The road to Zennor coiled between hedgerows misted green with new growth and emerald fields where brown-and-white cattle grazed. In the distance a single tractor moved so slowly across a black furrow that Jeffrey could track its progress only by the skein of crows that followed it, the birds dipping then rising like a black thread drawn th
rough blue cloth.
Twice he pulled over to consult the map. His phone didn’t work here – he couldn’t even get the time, let alone directions. The car’s clock read 14:21. He saw no other roads, only deeply-rutted tracks protected by stiles, some metal, most of weathered wood. He tried counting stone walls to determine which marked the fields Harry had said belonged to Golovenna Farm, and stopped a third time before deciding the map was all but useless. He drove another hundred feet until he found a swathe of gravel between two tumble-down stone walls, a rusted gate sagging between them. Beyond it stretched an overgrown field bisected by a stone-strewn path.

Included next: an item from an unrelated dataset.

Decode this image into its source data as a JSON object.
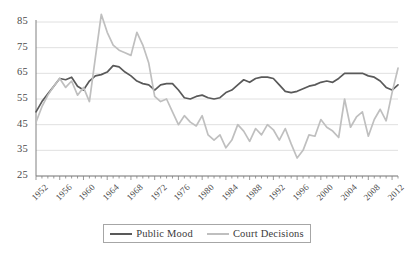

He was less than a mile from Zennor. He folded the map and jammed it into his windbreaker pocket along with the apple, and stepped out of the car.
The dark height before him would be Zennor Hill. Golovenna Farm was somewhere between there and where he stood. He turned slowly, scanning everything around him to fix it in his memory: the winding road, intermittently visible between walls and hedgerows; the ridge of cliffs falling down to the sea, bookended by the dark bulk of Gurnards Head in the southwest and Zennor Head to the northeast. On the horizon were scattered outcroppings that might have been tors or ruins or even buildings. He locked the car, checked that he had his phone, climbed over the metal gate and began to walk.
The afternoon sun beat down fiercely. He wished he’d brought a hat, or sunglasses. He crossed the first field in a few minutes, and was relieved to find a break in the next wall, an opening formed by a pair of tall, broad stones. The path narrowed here but was still clearly discernible where it bore straight in front of him, an arrow of new green grass flashing through ankle-high turf overgrown with daisies and fronds of young bracken.